Comment Re:This should not be on the front page (Score 2) 247

Tech debt is like credit card debt: the interest is a bitch. I worded for a while at one company that nearly folded because the time required for emergency bug fixes grew to, then past 100% of development time for the team. Horrible code doesn't just require more bug fixes in the first place, each change grows progressively more expensive and unsafe.

10k lines of shipped, production code is only of value if it's working bug free and without complaint. 10k lines of buggy code, that you have to add a week to any project that modifies in any way, that has negative value.

That being said, if the code is "cleaned up" by the same team that wrote it in the first place, you likely don't come out ahead. The only reason that company "nearly" folded was monuments willingness to hire about 10 senior guys like me to rescue what we could - 6 of them quite within a few weeks, but the 4 of us who stayed managed a few core fixes that kept it limping along for enough time to find a buyer for the company before it went under.

Comment Re:Photos being separated (Score 1) 146

The insult is the implication that no one uses Google+, thus only nobodies would actually be there.

And when did I imply any such thing? I'm think you read more into my comment than I actually wrote.

What I did write, was that there are obviously fewer comments on YouTube as a result of that action.

Comment Re:*sighs* (Score 1) 150

My point was that IF they were being used to dazzle IR cameras, they're pointless because IR cameras wouldn't see your face behind the glasses anyway. They might recognize A face, but not YOUR face.

Also, not mentioned earlier but just as cogent: IR blasters wouldn't work on most halfway decent cameras anyway, because they have IR filters on them... precisely because IR messes up the exposure.

Comment Re:This should not be on the front page (Score 4, Interesting) 247

10,000 line functions are shockingly common in industry.

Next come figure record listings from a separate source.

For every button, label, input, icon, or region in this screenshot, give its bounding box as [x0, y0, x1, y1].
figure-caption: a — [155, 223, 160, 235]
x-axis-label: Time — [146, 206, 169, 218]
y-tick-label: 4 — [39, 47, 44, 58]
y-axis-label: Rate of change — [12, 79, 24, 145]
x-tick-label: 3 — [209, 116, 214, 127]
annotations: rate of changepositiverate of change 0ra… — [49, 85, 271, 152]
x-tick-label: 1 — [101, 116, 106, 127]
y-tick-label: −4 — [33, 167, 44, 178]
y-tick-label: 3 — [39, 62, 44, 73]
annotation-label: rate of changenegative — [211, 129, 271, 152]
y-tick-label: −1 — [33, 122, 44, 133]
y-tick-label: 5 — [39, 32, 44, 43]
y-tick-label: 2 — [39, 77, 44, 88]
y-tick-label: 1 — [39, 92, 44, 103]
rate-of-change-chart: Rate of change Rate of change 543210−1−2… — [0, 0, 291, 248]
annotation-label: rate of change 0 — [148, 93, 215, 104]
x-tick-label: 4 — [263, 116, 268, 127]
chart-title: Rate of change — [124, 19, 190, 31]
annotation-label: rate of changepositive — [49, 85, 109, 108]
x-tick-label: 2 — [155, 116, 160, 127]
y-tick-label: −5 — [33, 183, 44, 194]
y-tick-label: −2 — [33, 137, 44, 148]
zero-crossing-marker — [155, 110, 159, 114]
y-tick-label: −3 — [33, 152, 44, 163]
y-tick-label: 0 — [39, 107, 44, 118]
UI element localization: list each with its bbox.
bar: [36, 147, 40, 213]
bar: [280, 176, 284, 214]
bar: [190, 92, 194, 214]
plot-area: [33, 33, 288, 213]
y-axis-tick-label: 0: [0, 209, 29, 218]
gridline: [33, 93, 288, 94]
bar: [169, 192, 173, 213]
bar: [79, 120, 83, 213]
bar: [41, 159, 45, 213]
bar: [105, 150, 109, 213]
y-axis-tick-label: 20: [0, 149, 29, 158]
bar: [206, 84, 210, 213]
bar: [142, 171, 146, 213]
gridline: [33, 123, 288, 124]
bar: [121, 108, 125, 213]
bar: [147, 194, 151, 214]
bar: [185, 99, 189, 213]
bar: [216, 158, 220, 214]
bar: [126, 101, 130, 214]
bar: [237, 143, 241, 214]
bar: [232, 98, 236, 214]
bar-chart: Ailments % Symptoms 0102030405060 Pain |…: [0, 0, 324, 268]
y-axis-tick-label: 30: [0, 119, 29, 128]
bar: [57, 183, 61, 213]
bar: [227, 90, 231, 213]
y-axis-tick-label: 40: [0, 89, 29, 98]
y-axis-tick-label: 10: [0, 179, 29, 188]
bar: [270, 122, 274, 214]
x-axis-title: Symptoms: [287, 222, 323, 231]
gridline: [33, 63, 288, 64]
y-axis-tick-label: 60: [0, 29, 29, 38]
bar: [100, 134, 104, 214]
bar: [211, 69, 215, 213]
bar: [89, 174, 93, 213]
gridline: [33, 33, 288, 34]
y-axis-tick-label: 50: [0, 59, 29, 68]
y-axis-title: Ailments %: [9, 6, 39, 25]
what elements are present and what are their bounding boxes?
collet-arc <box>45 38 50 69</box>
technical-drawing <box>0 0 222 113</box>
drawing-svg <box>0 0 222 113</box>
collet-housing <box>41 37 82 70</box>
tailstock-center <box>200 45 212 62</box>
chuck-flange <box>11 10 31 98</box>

Shit grows over time, and is so poorly written that you can't safely refactor it, and management lacks the balls to let you clean it up, so it just festers and festers.

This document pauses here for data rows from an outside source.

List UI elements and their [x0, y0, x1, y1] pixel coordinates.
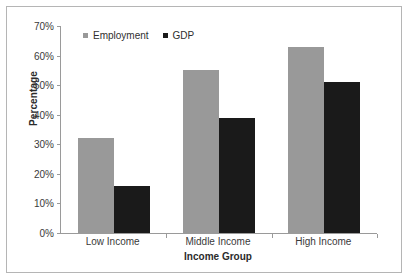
bar-employment-high-income[interactable]	[288, 47, 324, 233]
legend-label: GDP	[173, 30, 195, 41]
y-tick-label: 0%	[40, 228, 54, 239]
legend-swatch-icon	[163, 33, 168, 38]
y-axis-tick-labels: 0%10%20%30%40%50%60%70%	[14, 20, 54, 234]
chart-legend: EmploymentGDP	[83, 30, 194, 41]
bar-group	[166, 26, 271, 233]
y-tick-mark	[57, 56, 61, 57]
y-tick-mark	[57, 174, 61, 175]
y-tick-label: 30%	[34, 139, 54, 150]
bar-group	[61, 26, 166, 233]
y-tick-label: 10%	[34, 198, 54, 209]
y-tick-label: 50%	[34, 80, 54, 91]
legend-swatch-icon	[83, 33, 88, 38]
x-tick-label: Middle Income	[165, 236, 270, 247]
bar-groups	[61, 26, 377, 233]
legend-label: Employment	[93, 30, 149, 41]
y-tick-mark	[57, 26, 61, 27]
y-tick-label: 70%	[34, 21, 54, 32]
x-tick-label: Low Income	[60, 236, 165, 247]
x-tick-label: High Income	[271, 236, 376, 247]
y-tick-label: 40%	[34, 109, 54, 120]
y-tick-label: 60%	[34, 50, 54, 61]
legend-item-employment[interactable]: Employment	[83, 30, 149, 41]
x-axis-tick-labels: Low IncomeMiddle IncomeHigh Income	[60, 236, 376, 247]
y-tick-mark	[57, 115, 61, 116]
y-tick-mark	[57, 203, 61, 204]
bar-group	[272, 26, 377, 233]
bar-employment-middle-income[interactable]	[183, 70, 219, 233]
plot-area: EmploymentGDP	[60, 26, 377, 234]
y-tick-mark	[57, 233, 61, 234]
bar-employment-low-income[interactable]	[78, 138, 114, 233]
y-tick-label: 20%	[34, 168, 54, 179]
bar-gdp-middle-income[interactable]	[219, 118, 255, 233]
legend-item-gdp[interactable]: GDP	[163, 30, 195, 41]
bar-gdp-low-income[interactable]	[114, 186, 150, 233]
x-axis-title: Income Group	[60, 251, 376, 262]
x-tick-mark	[377, 234, 378, 238]
y-tick-mark	[57, 144, 61, 145]
bar-gdp-high-income[interactable]	[324, 82, 360, 233]
y-tick-mark	[57, 85, 61, 86]
bar-chart: Percentage 0%10%20%30%40%50%60%70% Emplo…	[0, 0, 408, 279]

I hear PayPal had 90% of their processing business logic in a single, multi-million-line class! Thankfully, I don't know that one first hand.

Comment Re:Yeah.... (Score 1) 106

Government will fuck you sideways for a laugh, then shoot your dog and seize your house. I'll take Google's arbitrary of government's malice any day.

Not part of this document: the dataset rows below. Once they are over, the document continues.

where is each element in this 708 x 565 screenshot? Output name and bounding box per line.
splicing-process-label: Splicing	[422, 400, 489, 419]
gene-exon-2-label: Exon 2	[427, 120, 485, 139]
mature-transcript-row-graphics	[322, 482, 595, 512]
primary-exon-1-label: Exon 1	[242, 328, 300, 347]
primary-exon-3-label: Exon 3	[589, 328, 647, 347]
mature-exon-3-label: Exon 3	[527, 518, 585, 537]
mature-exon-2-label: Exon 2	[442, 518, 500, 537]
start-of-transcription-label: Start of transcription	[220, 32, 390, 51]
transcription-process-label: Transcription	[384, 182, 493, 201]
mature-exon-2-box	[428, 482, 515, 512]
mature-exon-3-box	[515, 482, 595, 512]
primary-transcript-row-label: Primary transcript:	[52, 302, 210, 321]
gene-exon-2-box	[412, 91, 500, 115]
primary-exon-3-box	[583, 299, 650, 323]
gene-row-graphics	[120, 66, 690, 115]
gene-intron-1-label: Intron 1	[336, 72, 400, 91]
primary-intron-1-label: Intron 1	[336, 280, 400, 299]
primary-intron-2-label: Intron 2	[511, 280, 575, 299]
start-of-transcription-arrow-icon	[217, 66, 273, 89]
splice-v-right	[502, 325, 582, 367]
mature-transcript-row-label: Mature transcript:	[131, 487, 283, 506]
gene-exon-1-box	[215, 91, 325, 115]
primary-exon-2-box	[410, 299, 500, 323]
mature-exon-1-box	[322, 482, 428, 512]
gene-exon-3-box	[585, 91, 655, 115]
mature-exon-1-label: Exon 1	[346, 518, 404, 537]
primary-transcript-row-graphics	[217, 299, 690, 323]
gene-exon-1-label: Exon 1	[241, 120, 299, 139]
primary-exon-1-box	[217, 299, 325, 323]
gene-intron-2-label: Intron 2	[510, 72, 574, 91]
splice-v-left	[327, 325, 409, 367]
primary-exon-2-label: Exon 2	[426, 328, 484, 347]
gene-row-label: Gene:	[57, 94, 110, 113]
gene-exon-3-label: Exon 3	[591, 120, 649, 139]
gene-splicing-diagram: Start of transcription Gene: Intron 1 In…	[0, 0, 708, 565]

Whatever your perspective on that, someone, somewhere has to rank search results. If Google becomes capricious, people will stop using them (I haven't used them to search in 5+ years). If some government controls search results, it will get worse every year, and never ever get fixed.

Movies

Gritty 'Power Rangers' Short Is Not Fair Use 255

Bennett Haselton writes: Vimeo and Youtube are pressured to remove a dark, fan-made "Power Rangers" short film; Vimeo capitulated, while Youtube has so far left it up. I'm generally against the overreach of copyright law, but in this case, how could anyone argue the short film doesn't violate the rights of the franchise creator? And should Vimeo and Youtube clarify their policies on the unauthorized use of copyrighted characters? Read on for the rest.

Comment Re:Krebs (Score 2) 230

He reported it AFTER exploring it en mass, and while his motives *may* have been pure... the degree he went to can and were used to harm him.

Contrary to what was reported from many sources, he DID go to them first, before publishing the exploit. The fault for not fixing it immediately rests on them, not him.

What he did was normal curiosity. Hell, I've done it. In fact I don't know of any web or security professionals who haven't. Got an ID in the URL? Increment it by one, see what happens. We all do it.

Granted, we don't normally explore it to the degree he did. But what he did was ridiculously simple, and hardly even deserves the term "hacking" at all. What THEY did was akin to leaving the back gate open and putting out a sign that says "Come on in!", then complaining about it when someone did.

Anyway, I'll repeat what I said about my own experience: I didn't need to go "fishing" for information in that case. It was being sent TO ME, just in a non-obvious way. I stumbled across it, I didn't go looking for it or trying to exploit it. I sure could have, though.